I won’t call it either, beyond giving him 50/50 to survive the month. It’s a bad place to be though, if your only surety lies in the hands of an aggrandising Russian tyrant.
In other news...
Maybe the BBC could do with a trim
A blood-curdling warning from BBC Director General Tim Davie yesterday. There will be “less service and less [sic] programmes” if the licence fee goes.
Is this really the end of civilisation as we know it? Or might it be better if the BBC wasn’t quite as big and do as much? The Beeb has a 32 per cent share of all TV that is watched, and a thumping great 50.9 per cent share of all radio listening.
I gently point out that the Competition and Markets Authority define a monopoly as any firm with more than 25 per cent of its industry’s sales.
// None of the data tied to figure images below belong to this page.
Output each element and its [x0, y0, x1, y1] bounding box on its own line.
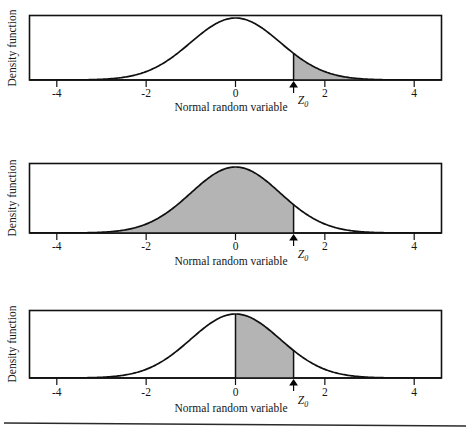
z0-arrow-head: [290, 380, 297, 385]
panel-1: -4-2024 Normal random variable Z0 Densit…: [6, 9, 442, 113]
panel-2-ticks: [57, 233, 414, 240]
panel-1-ticks: [57, 80, 414, 87]
axis-tick-label: 2: [322, 87, 328, 99]
axis-tick-label: -4: [52, 386, 62, 398]
panel-3-z0-label: Z0: [298, 394, 308, 409]
panel-2-z-subscript: 0: [304, 254, 308, 263]
axis-tick-label: 0: [233, 240, 239, 252]
axis-tick-label: 2: [322, 240, 328, 252]
axis-tick-label: 4: [411, 87, 417, 99]
axis-tick-label: 0: [233, 87, 239, 99]
panel-1-z-subscript: 0: [304, 100, 308, 109]
panel-1-tick-labels: -4-2024: [52, 87, 417, 99]
panel-1-z0-arrow: [290, 82, 297, 93]
axis-tick-label: 4: [411, 386, 417, 398]
panel-1-frame: [30, 16, 442, 81]
axis-tick-label: 0: [233, 386, 239, 398]
axis-tick-label: -2: [141, 87, 151, 99]
normal-distribution-figure: -4-2024 Normal random variable Z0 Densit…: [0, 0, 470, 434]
panel-2-y-axis-label: Density function: [6, 159, 19, 236]
panel-2-x-axis-label: Normal random variable: [174, 255, 287, 267]
panel-3-x-axis-label: Normal random variable: [174, 402, 287, 414]
panel-1-x-axis-label: Normal random variable: [174, 101, 287, 113]
panel-2-z0-label: Z0: [298, 248, 308, 263]
axis-tick-label: 4: [411, 240, 417, 252]
axis-tick-label: -2: [141, 386, 151, 398]
panel-3-tick-labels: -4-2024: [52, 386, 417, 398]
panel-1-y-axis-label: Density function: [6, 9, 19, 86]
axis-tick-label: -4: [52, 87, 62, 99]
panel-3-z0-arrow: [290, 380, 297, 391]
figure-root: -4-2024 Normal random variable Z0 Densit…: [0, 0, 470, 434]
z0-arrow-head: [290, 235, 297, 240]
panel-3: -4-2024 Normal random variable Z0 Densit…: [6, 305, 442, 414]
panel-2: -4-2024 Normal random variable Z0 Densit…: [6, 159, 442, 267]
axis-tick-label: 2: [322, 386, 328, 398]
z0-arrow-head: [290, 82, 297, 87]
bottom-divider-rule: [4, 423, 466, 426]
panel-2-tick-labels: -4-2024: [52, 240, 417, 252]
axis-tick-label: -4: [52, 240, 62, 252]
panel-2-z0-arrow: [290, 235, 297, 246]
panel-3-y-axis-label: Density function: [6, 305, 19, 382]
panel-3-ticks: [57, 378, 414, 385]
axis-tick-label: -2: [141, 240, 151, 252]
panel-3-z-subscript: 0: [304, 400, 308, 409]
panel-1-z0-label: Z0: [298, 94, 308, 109]
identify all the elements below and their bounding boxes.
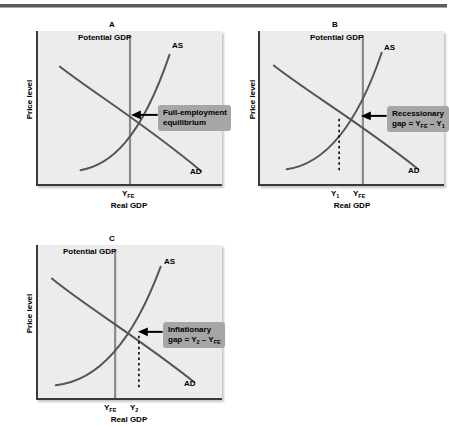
panel-b-tick-yfe: YFE — [353, 189, 365, 198]
panel-c-tick-yfe: YFE — [104, 403, 116, 412]
panel-c-as-curve — [56, 267, 161, 385]
panel-a-tick-yfe: YFE — [122, 189, 134, 198]
panel-a-callout-line2: equilibrium — [163, 118, 206, 127]
panel-b-callout-arrow — [361, 111, 387, 120]
panel-c-x-axis-label: Real GDP — [89, 415, 169, 424]
panel-b-y-axis-label: Price level — [248, 70, 257, 130]
panel-c-potential-gdp-label: Potential GDP — [63, 247, 116, 256]
panel-a-x-axis-label: Real GDP — [89, 201, 169, 210]
panel-c-as-label: AS — [164, 257, 175, 266]
panel-b-callout-line2: gap = YFE – Y1 — [392, 119, 445, 128]
panel-b-tick-yfe-sub: FE — [358, 193, 365, 199]
panel-b-as-curve — [287, 53, 382, 169]
panel-b-plot-area: Potential GDP AS AD Recessionary gap = Y… — [258, 31, 444, 186]
panel-a-as-label: AS — [172, 41, 183, 50]
panel-b-callout: Recessionary gap = YFE – Y1 — [387, 106, 449, 132]
panel-a-letter: A — [92, 20, 132, 29]
panel-c-y-axis-label: Price level — [25, 284, 34, 344]
panel-c-plot-area: Potential GDP AS AD Inflationary gap = Y… — [36, 245, 222, 400]
panel-b-callout-sub1: FE — [421, 123, 428, 129]
panel-b-tick-y1: Y1 — [331, 189, 339, 198]
panel-c-ad-label: AD — [184, 379, 196, 388]
panel-c-callout-line1: Inflationary — [168, 325, 211, 334]
panel-b-x-axis-label: Real GDP — [312, 201, 392, 210]
panel-c-callout: Inflationary gap = Y2 – YFE — [163, 322, 225, 348]
panel-b-callout-mid: – Y — [428, 119, 442, 128]
panel-c-tick-y2-sub: 2 — [135, 407, 138, 413]
panel-c-callout-line2: gap = Y2 – YFE — [168, 335, 221, 344]
panel-c-letter: C — [92, 234, 132, 243]
panel-a-tick-yfe-sub: FE — [127, 193, 134, 199]
panel-c-callout-mid: – Y — [200, 335, 214, 344]
panel-a-callout-arrow — [131, 110, 158, 119]
panel-c-callout-pre: gap = Y — [168, 335, 197, 344]
panel-c-callout-arrow — [138, 327, 163, 336]
panel-b-as-label: AS — [384, 43, 395, 52]
panel-b-callout-pre: gap = Y — [392, 119, 421, 128]
panel-b-ad-label: AD — [408, 166, 420, 175]
panel-a-ad-label: AD — [190, 167, 202, 176]
panel-c-tick-yfe-sub: FE — [109, 407, 116, 413]
panel-a-y-axis-label: Price level — [25, 70, 34, 130]
panel-b-tick-y1-sub: 1 — [336, 193, 339, 199]
panel-c-callout-sub2: FE — [214, 339, 221, 345]
panel-c-callout-sub1: 2 — [197, 339, 200, 345]
panel-b-letter: B — [315, 20, 355, 29]
panel-a-callout-line1: Full-employment — [163, 108, 227, 117]
header-rule-thin — [0, 7, 447, 8]
panel-a-plot-area: Potential GDP AS AD Full-employment equi… — [36, 31, 222, 186]
panel-a-callout: Full-employment equilibrium — [158, 105, 231, 131]
panel-a-potential-gdp-label: Potential GDP — [78, 33, 131, 42]
panel-b-potential-gdp-label: Potential GDP — [310, 33, 363, 42]
panel-b-callout-line1: Recessionary — [392, 109, 444, 118]
panel-c-tick-y2: Y2 — [130, 403, 138, 412]
panel-b-callout-sub2: 1 — [442, 123, 445, 129]
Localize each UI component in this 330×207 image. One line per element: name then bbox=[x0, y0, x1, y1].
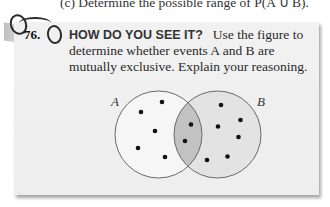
venn-diagram bbox=[0, 0, 330, 207]
label-b: B bbox=[257, 94, 265, 110]
label-a: A bbox=[111, 94, 119, 110]
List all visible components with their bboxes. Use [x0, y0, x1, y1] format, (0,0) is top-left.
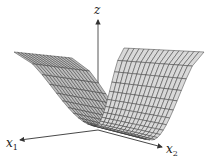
- surface-plot: [0, 0, 214, 165]
- right-surface: [96, 48, 204, 140]
- x2-axis-label: x2: [166, 143, 178, 158]
- z-label-text: z: [94, 3, 100, 17]
- x1-axis: [20, 130, 98, 140]
- z-axis-label: z: [94, 4, 100, 16]
- x2-subscript: 2: [173, 149, 178, 158]
- x1-axis-label: x1: [6, 137, 18, 152]
- x2-label-text: x: [166, 142, 173, 156]
- x1-label-text: x: [6, 136, 13, 150]
- x1-subscript: 1: [13, 143, 18, 152]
Blair finally accepts he’s not very loved
Tony Blair famously didn’t know how to use a mobile phone until the day he left Downing Street. After interviewing him this week, I can testify that Labour’s longest serving prime minister is still no tech wizard.
The start of our virtual conversation was delayed as he battled to work out why his Zoom camera didn’t work. Some minutes later, newly knighted Sir Tony (“I’m perfectly happy with Tony as a matter of fact”) finally alighted on the cloth that wife Cherie had hung over the desktop’s camera.
He can also still pull off a powerful argument. Sir Tony’s clarity of message on the need to expand the use of Covid passports to push up vaccination rates contrasts with Sir Keir Starmer’s daily Covid fence-sitting.
But I was struck by what had changed about the man, left, famed in office for chasing every single vote. When I brought up the 1.2 million-signature petition calling for his knighthood to be annulled, he wasn’t upset. Just resigned.
“There will always be people who detest me, for various reasons,” he sighed. “This is just what happens.” Perhaps happiness in politics is finally accepting you can’t please all of the people all of the time.